GlaxoSmithKline & Wheel-greasing in China and in the USA

130907, GlaxoSmithKline & Wheel-greasing in China and in the USA

http://www.fcpaprofessor.com/friday-roundup-91?goback=%2Egde_135508_member_271576048#%21

September 6th, 2013 [also GlaxoSmithKline]

FROM:
FCPA Professor,
A Forum devoted to the Foreign Corrupt Practices Act (visited 8 Sept. 2013).

Hardly a Smoking Gun

Reuters and other media outlets have carried forward Chinese state media reports as follows.  “A Chinese police investigation into drugmaker GlaxoSmithKline has discovered that alleged bribery of doctors in China was coordinated by the British company and was not the work of individual employees.”

The smoking gun?

Apparently GSK ”had set goals for annual sales growth as high as 25 percent. That rate was 7 to 8 percentage points above the average growth rate for the industry” [according to one of GSK’s detained executives] and “GSK implemented salary policies based on sales volumes and such goals could not be achieved without “dubious corporate behavior.”

That is hardly a smoking gun.

[…..]

The article in the South China Morning Post titled “Beijing Weighing Large Fines Against GlaxoSmithKline quotes from the China Ministry of Public Security website which states:  “We should learn from the practice of other countries in imposing astronomical fines.”

Read in addition: Wheel-greasing in China and in the USA,
same source]

Quotable

From Jonathan Weil’s Bloomberg View column:

“In the U.S., companies hire powerful people’s children all the time for reasons beyond their obvious skill set. (Chelsea Clinton working at a hedge fund?) And they don’t just bother with the kids — they hire the powerful people themselves. (Do you think Larry Summers got a high-paying job at the hedge fund D.E. Shaw because of his skills as a trader?)

If the feds are going to target wheel-greasing in China — where it can be difficult to get business done without bribing somebody — does this mean we need a Domestic Corrupt Practices Act, too? In Colorado, JPMorgan used to employ Chris Romer as a banker. His father, Roy Romer, was the state’s governor for 12 years. Did that help Chris Romer get hired? It couldn’t have hurt. Do we need a law against this? Of course not.

There are certain facts of life that aren’t worth bringing in the FBI to check out. When rich people with teenage children give millions of dollars to elite universities, there’s a good chance they want special attention from the admissions office for their kids, if not an outright guarantee they will get in. And when owners of companies hire senators’ kids for internships, they probably would like to meet the parents someday.

Perhaps what JPMorgan did in China was worse. We don’t know yet. But let’s not get ahead of ourselves. The decision of whether to hire someone often has less to do with that person’s qualifications than it does with who they are. Life isn’t fair — not in the U.S. and not in China.”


• Exercise details: What must be written out is each line from the one holding "The height and width of the screenshot is (695, 1173)." through the end of the records, word for word, minus any pictures.

• Saved entries:
......
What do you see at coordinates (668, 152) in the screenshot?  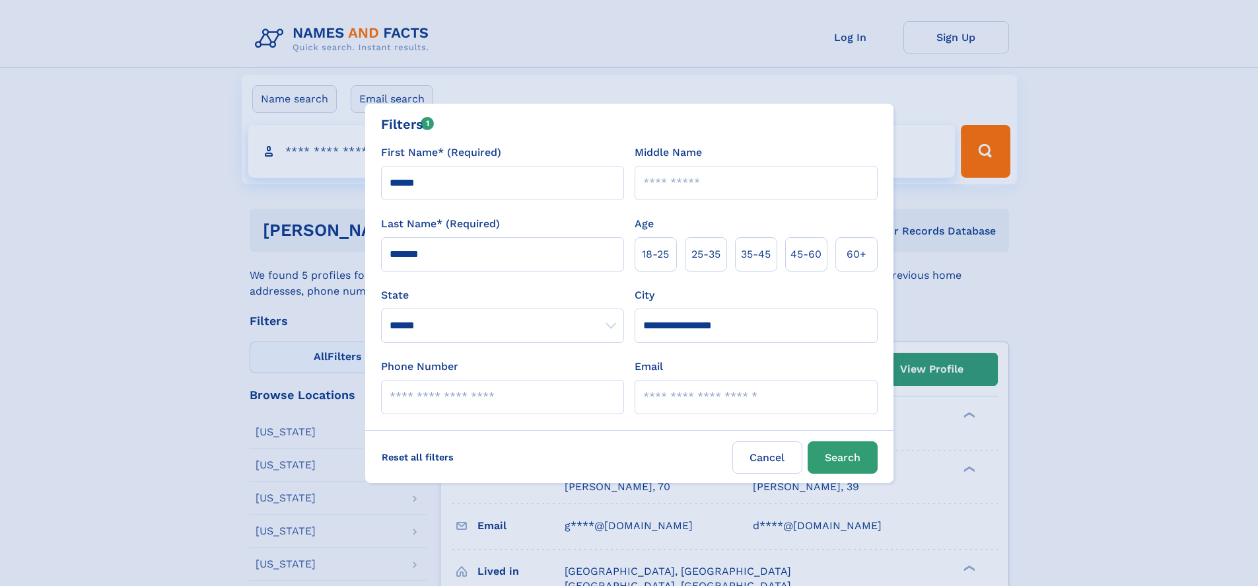 I see `label: Middle Name` at bounding box center [668, 152].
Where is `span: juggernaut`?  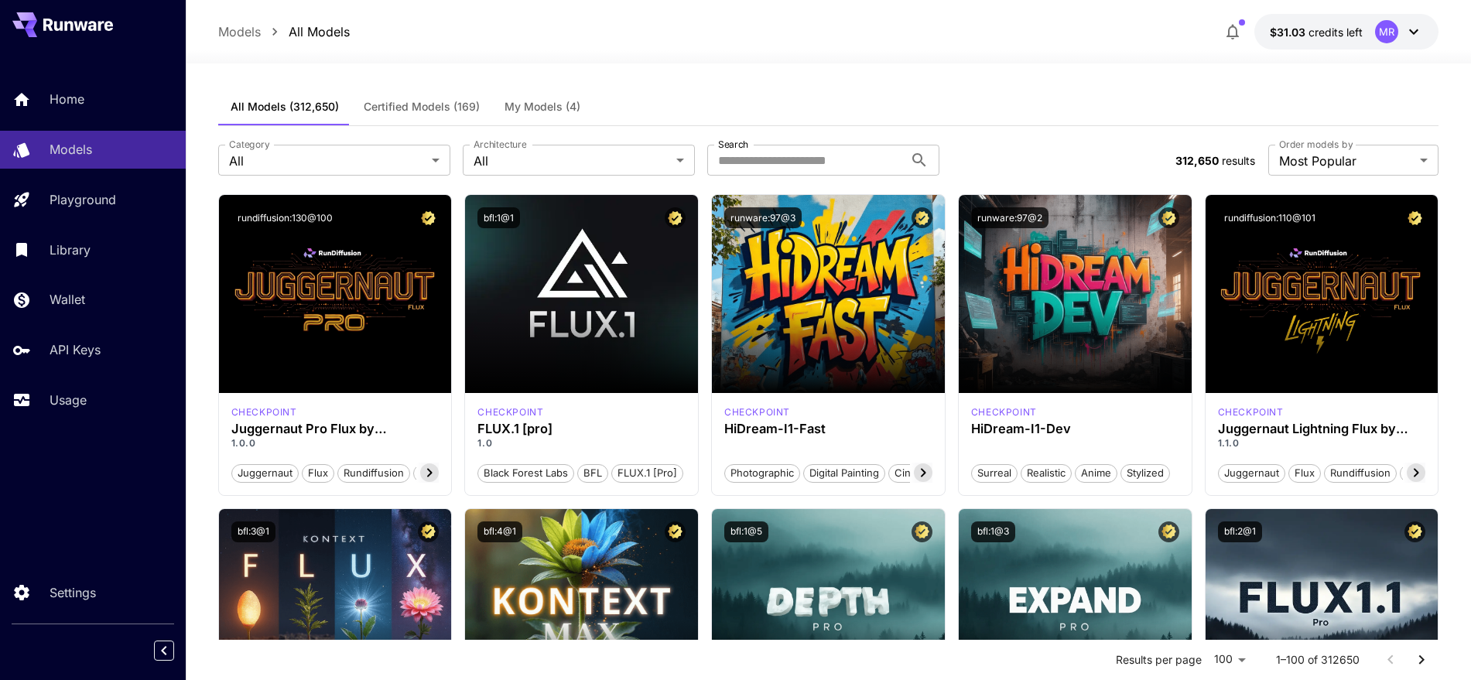 span: juggernaut is located at coordinates (1251, 474).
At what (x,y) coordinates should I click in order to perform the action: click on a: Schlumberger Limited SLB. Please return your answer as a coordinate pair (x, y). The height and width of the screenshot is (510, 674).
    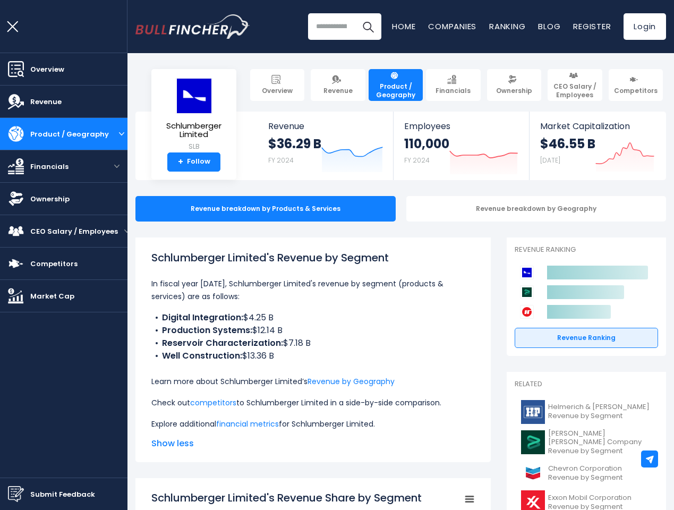
    Looking at the image, I should click on (194, 115).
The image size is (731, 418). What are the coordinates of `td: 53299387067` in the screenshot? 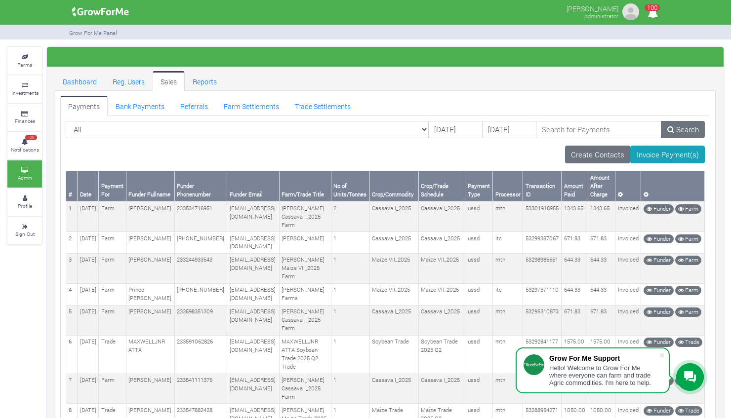 It's located at (542, 243).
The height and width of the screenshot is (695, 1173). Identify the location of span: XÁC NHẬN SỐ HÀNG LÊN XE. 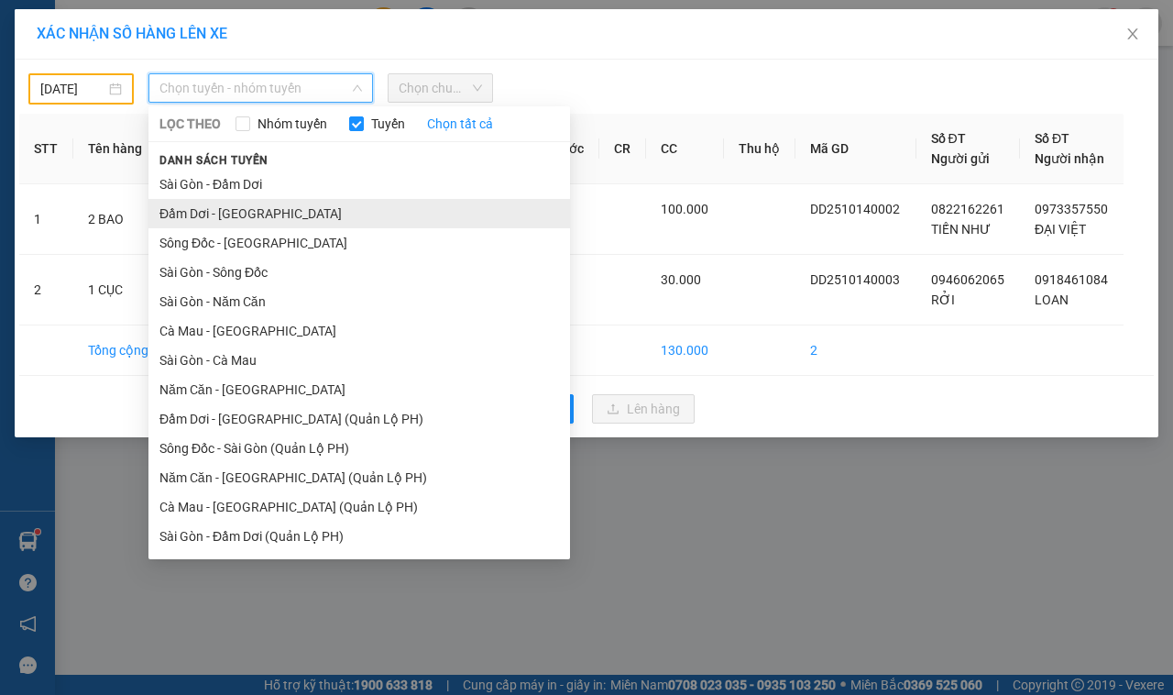
(132, 33).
......
• Written solution:
The height and width of the screenshot is (695, 1173). Identify the location of span: XÁC NHẬN SỐ HÀNG LÊN XE. 
(132, 33).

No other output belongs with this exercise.